Changing the way the Bank chooses its President and making sure that that President is above reproach are good ideas as matters of principle. They also make sense practically – if the Bank is to overcome the perception in borrowing countries that the Bank’s rule-of-law projects are the least effective of its efforts.[10]
Whether or not one agrees with Mutua when he suggests that the present Bank’s governance reflects an “imperial” project, it is hard to disagree with him that having President Bush determine who runs the world’s Bank is a relic of a bygone, and decidedly undemocratic, age.
Footnotes:
[1] Comments welcome at jalvar@law.columbia.edu.
[2] See, e.g., Christopher B. Burham, “Hold the World Bank to Account,” New York Times, May 21, 2007, A19
[3] Thus, the Bank’s 2005 policy review of conditionality explains that “it might be preferable to avoid including a condition in a policy-based loan explicitly requiring a borrower to enact a law. Instead, the condition could require the borrower to ensure that draft legislation is submitted to its parliament for approval.

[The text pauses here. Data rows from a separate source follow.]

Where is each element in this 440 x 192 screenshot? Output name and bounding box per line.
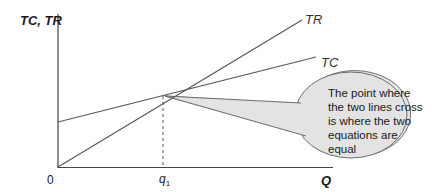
q1-label-sub: 1 [166, 179, 170, 188]
q1-label: q1 [159, 172, 170, 188]
q1-label-base: q [159, 172, 166, 186]
callout-line: is where the two [328, 114, 418, 128]
tr-line [58, 20, 302, 167]
x-axis-label: Q [321, 173, 331, 188]
tr-label: TR [305, 12, 322, 27]
callout-line: equations are [328, 128, 418, 142]
callout-line: The point where [328, 86, 418, 100]
tc-label: TC [321, 55, 338, 70]
origin-label: 0 [47, 173, 54, 187]
callout-line: the two lines cross [328, 100, 418, 114]
callout-line: equal [328, 142, 418, 156]
chart-stage: TC, TR Q 0 q1 TR TC The point where the … [0, 0, 440, 192]
y-axis-label: TC, TR [20, 13, 62, 28]
callout-text: The point where the two lines cross is w… [328, 86, 418, 156]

Requiring the passage of a law could cause problems between the executive and legislative branches of a borrower’s government because this condition assumes that the legislature will inevitably approve the envisaged legislation, thus taking its action for granted.” The Bank recommends that where changes in domestic law are required, this be undertaken prior to loan approval or as a “tranche-release condition.” Review of World Bank Conditionality: Legal Aspects of Conditionality in Policy-Based Lending, Legal Vice Presidency, World Bank (June 29, 2005), at 18, available at http://siteresources.worldbank.org/PROJECTS/Resources/40940-1114615847489/LegalAspectsofConditionality.pdf
[4] Thus, the Bank’s policy review of conditionality explains why the Bank does not treat violations of conditionality as a breach of the loan agreement but enforces such conditions less directly (as by denying subsequent tranches of funds): “There are several reasons for such a position. First, it is within the sovereign prerogative of a member state whether or not to take the critical policy and institutional actions that constitute conditions for disbursing a policy-based loan. Some of these actions may entail deliberate and sensitive domestic considerations and involve internal decisonmaking, including parliamentary approval. It would be unwise and inappropriate for the Bank to be seen as influencing or interfering with these processes . . . .” Id., at 12.
[6] According to the Bank, in fiscal year 2006, “over 20 percent of new Bank-supported operations and almost 20 percent of new financing commitments tackled public sector governance issues broadly defined, and nearly half of the prior actions for development policy operations were related to governance.” Id. At 29.
[7] See, e.g., id., at 19.
[9] See, e.g., Benedict Kingsbury, “Operational Policies of International Institutions as Part of the Law-Making Process: The World Bank and Indigenous Peoples,” in Guy S. Goodwin-Gill and Stefan Talmon, ed., The Reality of International Law 323 (1999); José E. Alvarez, International Organizations as Law-Makers, 235-41 (2005).